Still a bit gawky, gowns suggesting a sexless maturity—unkindly highlighting the occasional androgynous glimpse, Nicole Kidman fading to Hedwig; more than a girl but not yet a woman, indeed—stagecraft limited to the motivational speaker's prowl and game show contestant's bodily quiver, Swift's appeal rests solely in an affecting but hardly bravura delivery of enviable songbook stuffed to bursting with singalong anthems. For better or worse, Swift represents the logical evolution of Music City chanteuse in more ways than just the freely embraced rawk backing and minimal twang. However buried within the array of Broadway set dressing-to-impress she sometimes appears, what would be more suitable context for Nashville royalty so denatured? She'd no more fit a honkytonk than crackhouse.

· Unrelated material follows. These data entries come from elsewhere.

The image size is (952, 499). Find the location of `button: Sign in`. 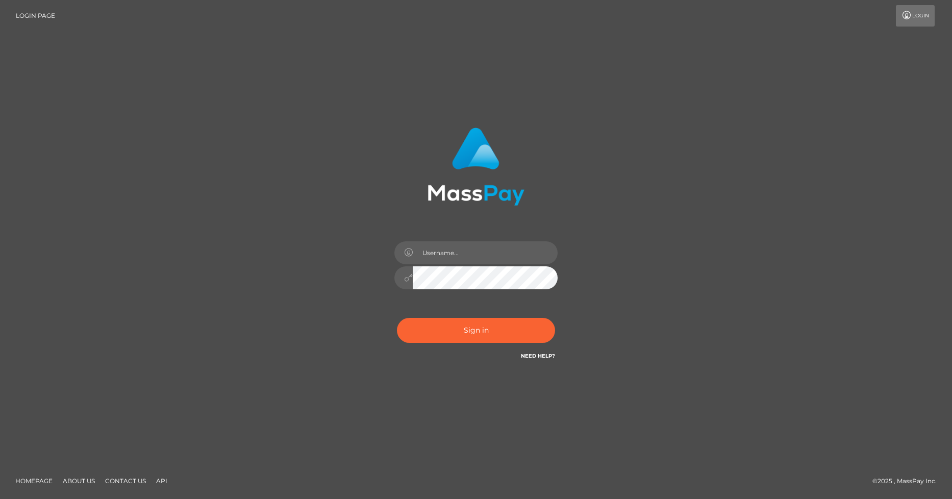

button: Sign in is located at coordinates (476, 330).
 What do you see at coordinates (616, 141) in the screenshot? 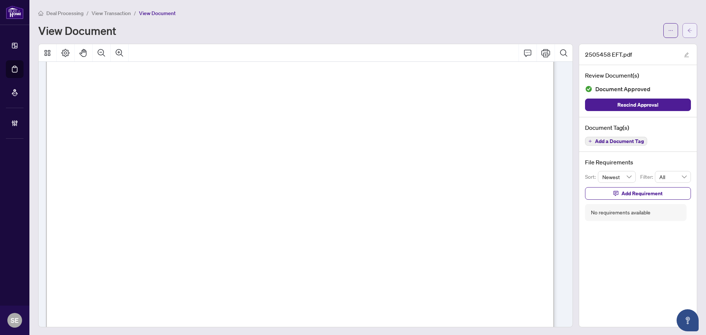
I see `button: Add a Document Tag` at bounding box center [616, 141].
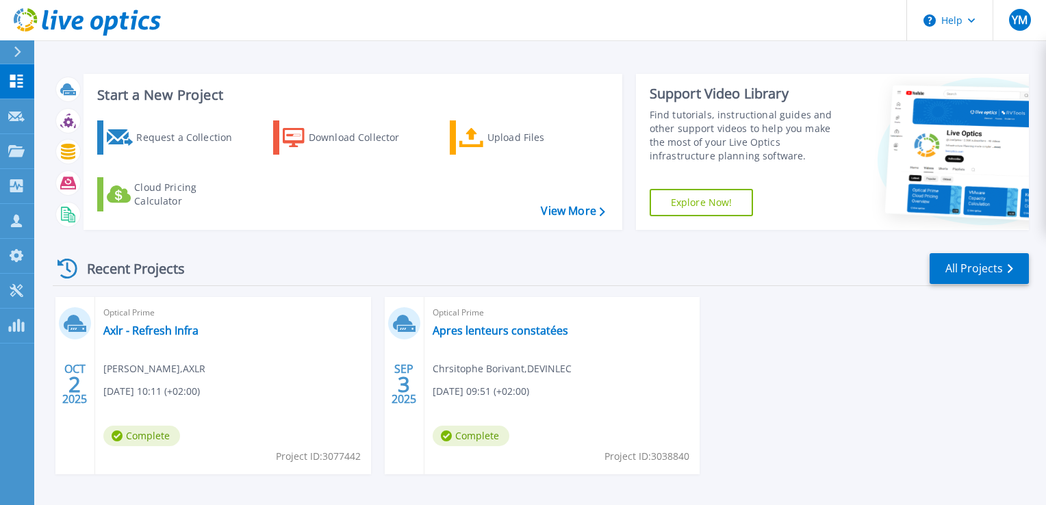  I want to click on span: Project ID: 3077442, so click(318, 457).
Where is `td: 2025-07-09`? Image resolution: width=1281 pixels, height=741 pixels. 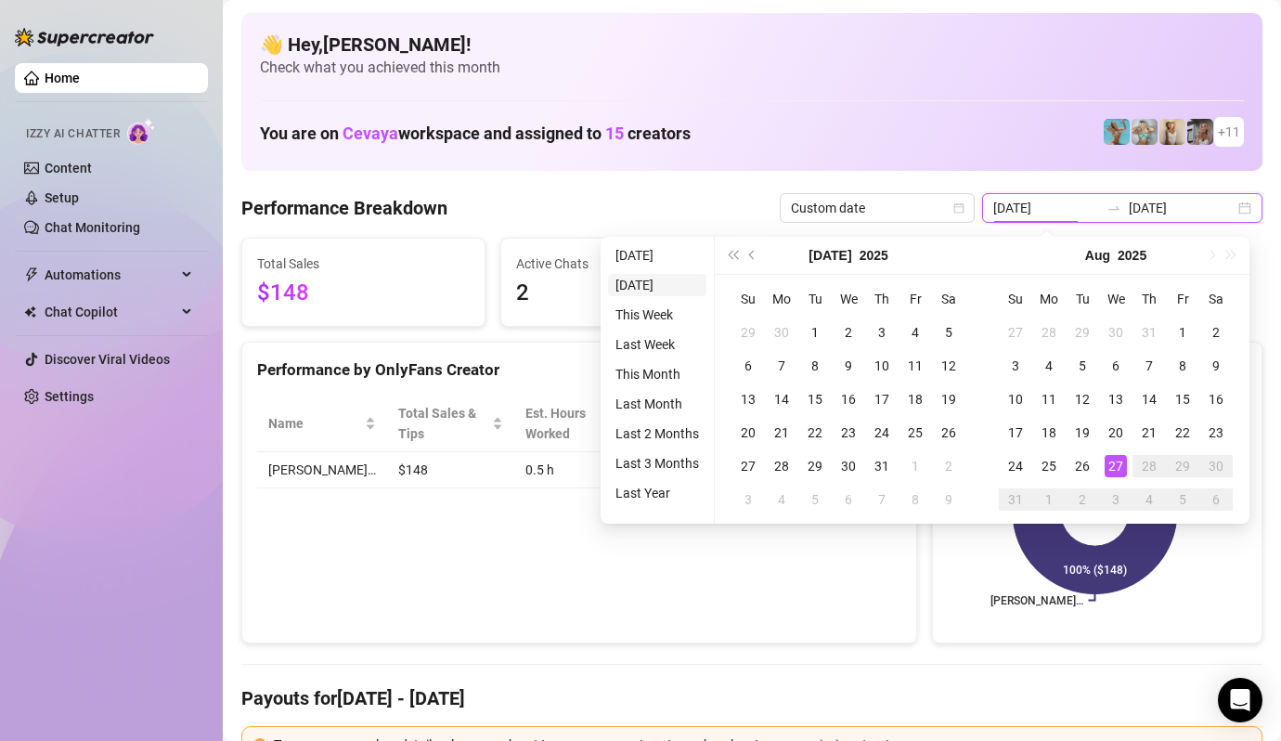 td: 2025-07-09 is located at coordinates (849, 366).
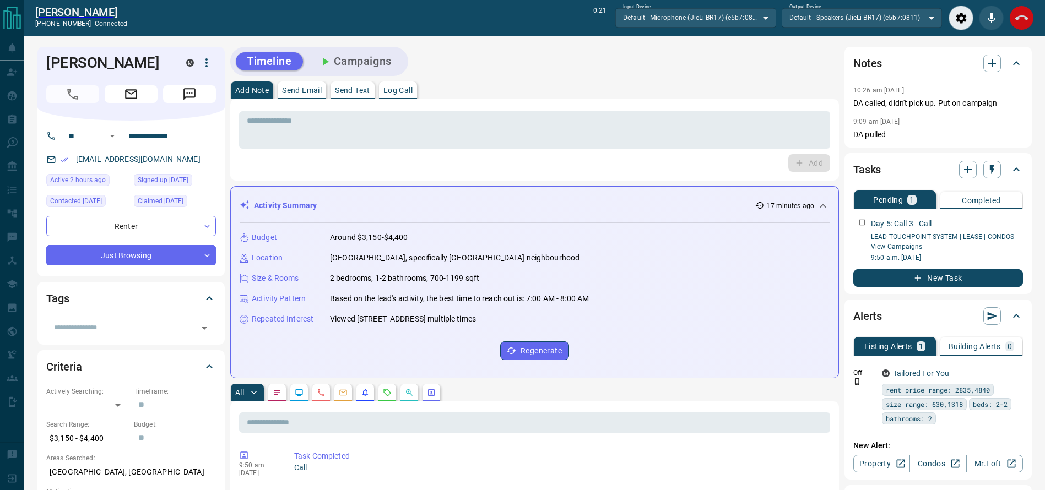 Image resolution: width=1045 pixels, height=490 pixels. Describe the element at coordinates (961, 18) in the screenshot. I see `div: Audio Settings` at that location.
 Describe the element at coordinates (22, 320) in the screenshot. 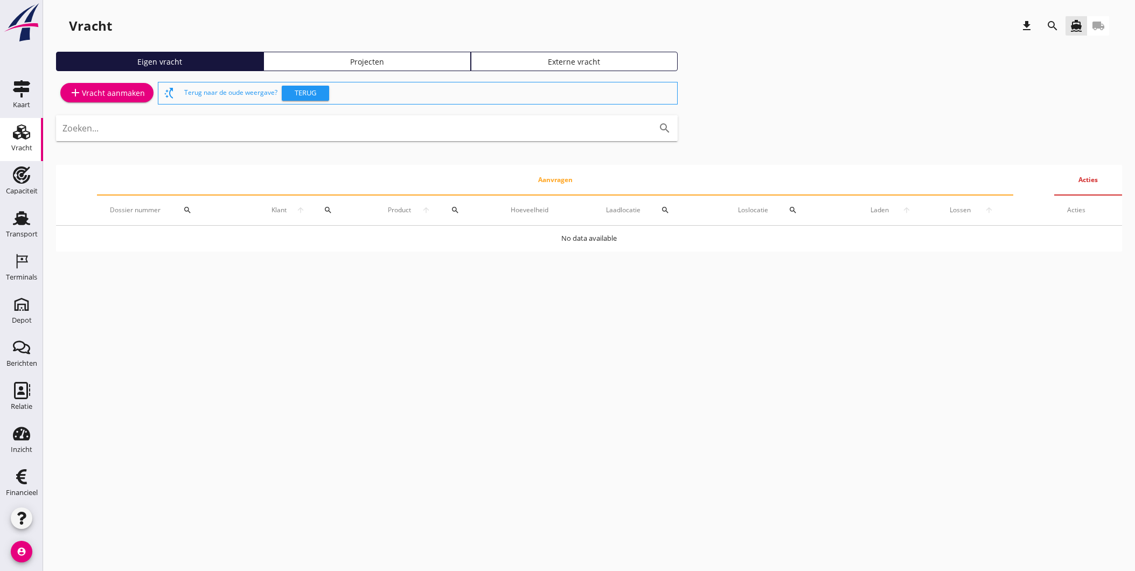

Indeed, for all her celebrity dalliances (and the embittered ballads studding her set should come with TMZ annotations), has there been another recent star as enthusiastic the role model? While, true enough, such intense humility cannot be entirely genuine, she never lets drop the mask of earnest older sister doting on the massed little women, rendering likable the keening careerism and dampening expectations for the lackluster theatrics to come. One always would've assumed Jo to be a crap diva. The numbed succession of gaudily banal backdrops, as if every theater in Branson packed up shop to tour painstaking recreations of beloved scenes from commemorative dishware, was largely unforgivable, and the shameless excess of a plasticine schmaltz threatened to overwhelm the tunes through limp spectacle. Her gifts for the wryly etched lyrical detail and navel-gazing sentiment writ transcendent hardly benefit from snowfalls and sock hops, but Swift's simplicity of image lends a peculiar burden. If one can sell out stadium shows at top dollar, one must, of course, but the audiences shall inevitably expect something to compare with the vivified hentai extravaganzas begging warm-weather attention.

Without a doubt, the set pieces satisfied parents—and grandparents, a weathered vein of seniors palpably enjoying the transparent cost of pageantry and unquestioned respect paid to core values; let's guess they came from out of town—and the younger children, though one suspects a burning oil drum may have the same effect this late on a school night. The tweeners, though, stared rigid, rapturous, approaching a devotional experience. The little girls understand. They could've cared less about the garishly precious packaging, aside from that addled sense of reciprocity between artist and true believers (obsessively encouraged by our host) falsely sharing victories and anxieties alike, and constantly changing sets allowed plenty of each.

Swift isn't, perhaps, playing a role, but hyper-ambitious post-adolescence could be considered an elongated pose all its own. One feels, above all else, the effort to please, and the crowds respond in kind, hardly fading even as the concert passed its second hour without break. For an encore, the faux wedding chapel's stained glass frieze had transformed to an over-sized mirror upon which close ups of our heroine shone triumphant. Tad heretical, perhaps—and the most obvious shout-out to Disneyfied imaginings—but this was not false idolatry.

As lights finally turned on and heads of household broke from their crouch to half-carry progeny of all ages toward far-off SUVs, an elder king of the road staggering away from nearby detox center almost fell beneath the tidal wave of madly focused families. Grabbing hold of a lamp post, he took measure of the crowds and the time and the muted contentment before asking: "Who won?" Taylor, of course, one leggy eleven year old shrieked, pockets of cheers cascading, and hard to argue the point. The race is not always to the swift, nor the battle to the strong, but time and chance matter less than we'd like to think.

WWeek 2015

Willamette Week’s reporting has concrete impacts that change laws, force action from civic leaders, and drive compromised politicians from public office. Support WW's journalism today.